REESE: Me kissing you!

But I don’t respond. I just grin and pocket my phone. Now we’re even.

She pockets her phone too, and even from way over here I can see her cheeks have turned a fierce shade of pink. For a moment I picture her cheeks turning that color as I bury my face between her legs, her hair spread out across the pillow of my bed like a fan.

“Listen, you look sexy as hell when you do it, but please don’t lick your lips, sir,” Dijon says. “I just put on balm.”

“Sorry,” I mumble, with a tongue that now tastes like waxy cherry. I wish it tasted like something else.

I clear my throat, because having a boner on TV would be a terrible look and shift my attention to the person in front of me. “Is your name really Dijon?”

“Sure isn’t.”

“Then why—”

“Because I’m tangy with a little bite,” she says, winking.

I smile awkwardly. Oh fuck.

Thank God Reese isn’t here. She’d be back on top laughing at me.

“Eli, mate!” Neil’s booming voice cuts across the room. “You made it!” He gives a broad smile to Dijon. “Come on, love. He’s all done now.”

He jerks his chin at me, and I almost want to do a full Cindy on him, I’m so grateful to get out of that seat.

Neil’s leading me to the tiny stage setup by the back area of the kitchen, built a foot off the ground on a raised few sheets of plywood, enclosed with a black curtain.

“I can’t believe Reese talked you in to coming down here for this. I was going to call your brother.”

Of course.

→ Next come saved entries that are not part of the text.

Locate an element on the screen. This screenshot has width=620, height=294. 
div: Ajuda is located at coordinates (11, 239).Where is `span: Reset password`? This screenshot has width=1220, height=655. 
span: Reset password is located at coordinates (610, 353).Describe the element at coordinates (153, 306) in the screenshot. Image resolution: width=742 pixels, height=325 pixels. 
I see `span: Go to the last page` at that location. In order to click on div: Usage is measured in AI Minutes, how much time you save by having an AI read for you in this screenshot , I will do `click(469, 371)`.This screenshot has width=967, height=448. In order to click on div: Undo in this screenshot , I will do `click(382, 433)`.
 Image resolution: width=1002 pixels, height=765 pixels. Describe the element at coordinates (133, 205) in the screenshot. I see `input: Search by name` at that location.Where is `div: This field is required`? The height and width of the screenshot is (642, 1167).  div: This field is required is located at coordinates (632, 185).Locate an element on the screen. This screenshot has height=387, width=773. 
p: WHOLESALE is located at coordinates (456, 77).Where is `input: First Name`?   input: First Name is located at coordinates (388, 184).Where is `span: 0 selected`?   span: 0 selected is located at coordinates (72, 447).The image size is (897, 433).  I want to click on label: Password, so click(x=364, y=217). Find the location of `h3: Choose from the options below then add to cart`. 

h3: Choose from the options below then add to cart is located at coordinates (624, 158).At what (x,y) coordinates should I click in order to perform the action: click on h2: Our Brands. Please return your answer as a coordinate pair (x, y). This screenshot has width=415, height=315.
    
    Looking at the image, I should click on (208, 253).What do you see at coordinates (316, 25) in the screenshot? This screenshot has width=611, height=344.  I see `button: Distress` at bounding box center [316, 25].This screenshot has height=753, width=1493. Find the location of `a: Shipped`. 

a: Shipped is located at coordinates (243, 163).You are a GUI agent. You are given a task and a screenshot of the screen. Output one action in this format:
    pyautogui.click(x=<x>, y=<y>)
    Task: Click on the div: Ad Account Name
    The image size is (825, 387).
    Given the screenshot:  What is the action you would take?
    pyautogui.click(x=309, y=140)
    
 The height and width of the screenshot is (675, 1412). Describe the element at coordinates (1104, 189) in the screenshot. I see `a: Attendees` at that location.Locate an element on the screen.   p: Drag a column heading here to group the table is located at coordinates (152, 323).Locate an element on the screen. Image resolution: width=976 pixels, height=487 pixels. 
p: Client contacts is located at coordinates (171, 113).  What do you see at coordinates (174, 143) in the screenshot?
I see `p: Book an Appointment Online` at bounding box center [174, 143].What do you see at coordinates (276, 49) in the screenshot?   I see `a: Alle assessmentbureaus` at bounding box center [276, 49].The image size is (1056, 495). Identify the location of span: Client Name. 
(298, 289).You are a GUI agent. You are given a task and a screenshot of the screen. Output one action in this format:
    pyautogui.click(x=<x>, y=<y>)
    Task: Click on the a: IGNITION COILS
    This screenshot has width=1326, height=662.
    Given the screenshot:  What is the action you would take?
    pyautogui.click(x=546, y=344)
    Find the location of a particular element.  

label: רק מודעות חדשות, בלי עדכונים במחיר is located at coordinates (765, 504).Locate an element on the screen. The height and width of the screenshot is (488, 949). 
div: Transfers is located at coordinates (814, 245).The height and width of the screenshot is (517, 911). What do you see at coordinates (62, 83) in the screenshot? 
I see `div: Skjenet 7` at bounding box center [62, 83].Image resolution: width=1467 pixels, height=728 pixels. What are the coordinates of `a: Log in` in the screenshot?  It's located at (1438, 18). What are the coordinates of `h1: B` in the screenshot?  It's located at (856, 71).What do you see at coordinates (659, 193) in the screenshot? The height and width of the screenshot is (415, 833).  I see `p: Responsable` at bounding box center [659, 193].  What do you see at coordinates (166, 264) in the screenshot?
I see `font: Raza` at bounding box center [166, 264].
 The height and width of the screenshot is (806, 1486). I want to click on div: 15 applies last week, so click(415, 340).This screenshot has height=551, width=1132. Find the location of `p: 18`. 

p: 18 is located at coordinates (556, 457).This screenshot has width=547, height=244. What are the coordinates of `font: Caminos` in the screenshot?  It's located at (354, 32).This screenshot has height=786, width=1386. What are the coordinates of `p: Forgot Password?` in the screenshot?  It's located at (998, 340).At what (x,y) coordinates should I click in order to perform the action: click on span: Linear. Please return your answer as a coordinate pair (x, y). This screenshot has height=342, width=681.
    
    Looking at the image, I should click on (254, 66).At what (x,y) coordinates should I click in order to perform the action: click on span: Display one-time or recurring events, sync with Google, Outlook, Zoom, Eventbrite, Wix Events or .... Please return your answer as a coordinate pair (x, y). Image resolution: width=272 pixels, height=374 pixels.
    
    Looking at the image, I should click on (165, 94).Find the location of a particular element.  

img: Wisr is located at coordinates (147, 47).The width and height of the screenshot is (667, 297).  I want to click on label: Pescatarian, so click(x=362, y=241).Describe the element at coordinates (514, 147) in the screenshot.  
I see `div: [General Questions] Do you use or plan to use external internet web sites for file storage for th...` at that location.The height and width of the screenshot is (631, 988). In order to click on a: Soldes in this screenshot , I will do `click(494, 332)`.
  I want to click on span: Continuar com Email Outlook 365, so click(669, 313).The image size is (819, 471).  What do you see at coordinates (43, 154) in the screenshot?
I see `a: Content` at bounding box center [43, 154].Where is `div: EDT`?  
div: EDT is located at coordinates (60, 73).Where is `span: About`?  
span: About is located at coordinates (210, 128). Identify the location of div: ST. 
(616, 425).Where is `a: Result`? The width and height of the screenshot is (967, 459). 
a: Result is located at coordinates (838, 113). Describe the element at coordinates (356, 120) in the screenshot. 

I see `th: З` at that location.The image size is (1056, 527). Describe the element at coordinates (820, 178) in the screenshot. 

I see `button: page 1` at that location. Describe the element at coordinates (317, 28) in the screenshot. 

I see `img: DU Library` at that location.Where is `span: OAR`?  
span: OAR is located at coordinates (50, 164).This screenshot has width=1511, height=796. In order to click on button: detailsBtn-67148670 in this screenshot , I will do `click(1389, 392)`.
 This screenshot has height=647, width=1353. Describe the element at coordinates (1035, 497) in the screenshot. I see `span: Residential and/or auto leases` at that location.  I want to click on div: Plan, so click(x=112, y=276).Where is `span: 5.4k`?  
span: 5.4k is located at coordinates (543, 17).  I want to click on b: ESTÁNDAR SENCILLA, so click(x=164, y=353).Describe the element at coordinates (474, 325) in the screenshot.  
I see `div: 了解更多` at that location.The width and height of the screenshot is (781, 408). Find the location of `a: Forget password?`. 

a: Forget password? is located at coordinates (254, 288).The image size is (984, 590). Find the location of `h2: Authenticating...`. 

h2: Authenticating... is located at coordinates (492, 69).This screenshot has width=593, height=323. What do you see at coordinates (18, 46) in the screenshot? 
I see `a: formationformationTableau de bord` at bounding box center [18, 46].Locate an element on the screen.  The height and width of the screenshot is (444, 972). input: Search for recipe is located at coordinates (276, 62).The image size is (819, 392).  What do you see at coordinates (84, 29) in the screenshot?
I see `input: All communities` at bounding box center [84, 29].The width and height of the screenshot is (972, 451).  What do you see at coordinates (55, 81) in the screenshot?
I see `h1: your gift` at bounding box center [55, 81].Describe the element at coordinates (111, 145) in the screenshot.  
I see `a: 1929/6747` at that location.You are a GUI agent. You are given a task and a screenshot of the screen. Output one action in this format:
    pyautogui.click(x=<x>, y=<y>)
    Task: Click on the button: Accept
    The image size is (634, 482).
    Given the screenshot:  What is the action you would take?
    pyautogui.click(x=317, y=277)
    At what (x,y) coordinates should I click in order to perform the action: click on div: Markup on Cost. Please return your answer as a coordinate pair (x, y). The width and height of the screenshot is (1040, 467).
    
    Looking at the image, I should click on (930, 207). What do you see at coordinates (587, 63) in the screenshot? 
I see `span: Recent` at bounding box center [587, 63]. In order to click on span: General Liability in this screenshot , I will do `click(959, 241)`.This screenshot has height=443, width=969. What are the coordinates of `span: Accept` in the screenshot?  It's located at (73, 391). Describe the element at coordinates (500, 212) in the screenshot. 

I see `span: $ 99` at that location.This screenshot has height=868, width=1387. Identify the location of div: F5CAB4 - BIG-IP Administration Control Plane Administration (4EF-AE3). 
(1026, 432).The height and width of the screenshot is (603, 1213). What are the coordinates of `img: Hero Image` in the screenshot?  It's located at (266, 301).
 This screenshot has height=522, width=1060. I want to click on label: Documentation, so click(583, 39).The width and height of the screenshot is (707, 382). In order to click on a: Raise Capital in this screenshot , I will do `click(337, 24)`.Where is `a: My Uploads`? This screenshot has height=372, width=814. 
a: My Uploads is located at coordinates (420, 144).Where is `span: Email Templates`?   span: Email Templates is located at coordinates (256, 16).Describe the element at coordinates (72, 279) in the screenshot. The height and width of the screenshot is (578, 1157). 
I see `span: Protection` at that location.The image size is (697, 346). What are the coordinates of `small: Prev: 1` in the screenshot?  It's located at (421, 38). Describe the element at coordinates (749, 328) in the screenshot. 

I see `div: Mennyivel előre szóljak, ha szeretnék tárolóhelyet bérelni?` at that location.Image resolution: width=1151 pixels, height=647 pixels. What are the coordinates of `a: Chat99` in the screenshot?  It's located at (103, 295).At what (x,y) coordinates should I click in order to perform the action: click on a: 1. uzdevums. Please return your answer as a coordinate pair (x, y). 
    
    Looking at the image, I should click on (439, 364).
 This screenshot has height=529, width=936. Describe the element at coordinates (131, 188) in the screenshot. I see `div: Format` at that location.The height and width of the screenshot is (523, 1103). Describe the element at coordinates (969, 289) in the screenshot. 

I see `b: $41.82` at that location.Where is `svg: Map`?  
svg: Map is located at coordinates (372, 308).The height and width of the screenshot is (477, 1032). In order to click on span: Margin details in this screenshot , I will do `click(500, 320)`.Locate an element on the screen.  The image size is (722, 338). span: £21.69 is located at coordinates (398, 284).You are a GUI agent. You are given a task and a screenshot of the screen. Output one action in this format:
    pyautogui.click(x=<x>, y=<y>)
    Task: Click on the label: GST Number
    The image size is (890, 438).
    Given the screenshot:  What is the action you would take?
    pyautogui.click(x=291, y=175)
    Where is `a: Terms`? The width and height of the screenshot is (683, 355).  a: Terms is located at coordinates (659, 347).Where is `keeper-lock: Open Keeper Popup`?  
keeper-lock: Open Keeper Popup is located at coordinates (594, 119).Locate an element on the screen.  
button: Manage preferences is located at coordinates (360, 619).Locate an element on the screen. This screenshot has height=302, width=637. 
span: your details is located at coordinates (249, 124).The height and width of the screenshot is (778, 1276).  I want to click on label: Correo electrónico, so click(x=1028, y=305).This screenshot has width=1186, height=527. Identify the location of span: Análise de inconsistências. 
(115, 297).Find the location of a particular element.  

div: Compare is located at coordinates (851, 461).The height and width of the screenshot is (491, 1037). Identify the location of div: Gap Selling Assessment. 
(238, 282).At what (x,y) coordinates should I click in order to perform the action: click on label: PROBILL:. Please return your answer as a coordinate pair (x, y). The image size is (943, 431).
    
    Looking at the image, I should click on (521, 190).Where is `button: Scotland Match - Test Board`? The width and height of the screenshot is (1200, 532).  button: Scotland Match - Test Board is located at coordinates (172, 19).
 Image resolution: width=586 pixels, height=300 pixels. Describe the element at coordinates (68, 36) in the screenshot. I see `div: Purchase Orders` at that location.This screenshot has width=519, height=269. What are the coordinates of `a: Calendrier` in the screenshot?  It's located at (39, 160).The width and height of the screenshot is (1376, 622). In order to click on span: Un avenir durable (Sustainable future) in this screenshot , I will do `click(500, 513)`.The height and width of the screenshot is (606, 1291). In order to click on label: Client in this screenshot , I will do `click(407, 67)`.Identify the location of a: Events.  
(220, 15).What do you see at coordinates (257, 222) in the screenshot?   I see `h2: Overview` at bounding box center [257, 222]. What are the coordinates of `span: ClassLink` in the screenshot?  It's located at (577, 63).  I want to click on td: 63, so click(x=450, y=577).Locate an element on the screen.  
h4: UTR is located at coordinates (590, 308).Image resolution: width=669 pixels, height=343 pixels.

Jude would have done this and probably charmed the pants off of Cindy while he was at it.

“Well, I’m here now.” I move my jaw around, wanting badly to wipe the caked-feeling powder off my face.

“Good man. It’ll be great. Cindy’s a real sweetheart, and she asked for you specifically.”

I raise an eyebrow. The woman said she was going to get “thank you, God, for letting me live” etched on her gravestone. Then I register the other part.

“Why me?”

“She said you seemed like a gentleman—someone who’d appreciate a proper thank you.”

I grimace. “I don’t even know what that means.” But I can’t help but be a little touched that she wanted me, and not Jude, a natural on TV and with an ego the size of a hot air balloon.

But ten minutes later, with the TV lights searing heat into my face, I deeply regret feeling this way. Cindy sits next to me, clasping her hands under her chin. “Thank you, sir, for creating this beautiful hotel and this beautiful restaurant.”

“Oh well, I didn’t build it,” I say, and I swear I feel Reese laughing somewhere behind all those lights.

“But most of all,” Cindy says, looking earnestly into my eyes. “Thank you for not cleansing the kitchen of the spirits before we got here.”

My jaw drops.

On her other side, Neil’s eyeballs have sprung wide. “Spirits?!” he exclaims.

I groan. This is what I was afraid of the other night at the bar. Only this time, it’s happening far too close to the TV cameras for my liking.

“Yes,” Cindy turns to Neil. “There’s a ghost here, don’t you know?”

Neil’s looking at Cindy like she’s lost her last marble, though the look is mixed with a kind of delight I recognize.

He’s going to throw her under the bus.

I don’t like that look. It’s not fair to Cindy.

I make a snap decision—one I know I’m going to regret.

“Cindy’s right,” I say, though I can’t believe I’m doing it.

“Not that we’re actually haunted, of course, but people like to make up stories about old buildings.

And the story about the ghost at Rolling Hills is a fun one for people to keep alive. As it were.”

“CUT!” Nancy calls.

“Thank you!” Cindy exclaims, before squeezing me like a stuffed animal and disappearing off stage.

“Oh ho ho!” Neil says to me, rubbing his hands together.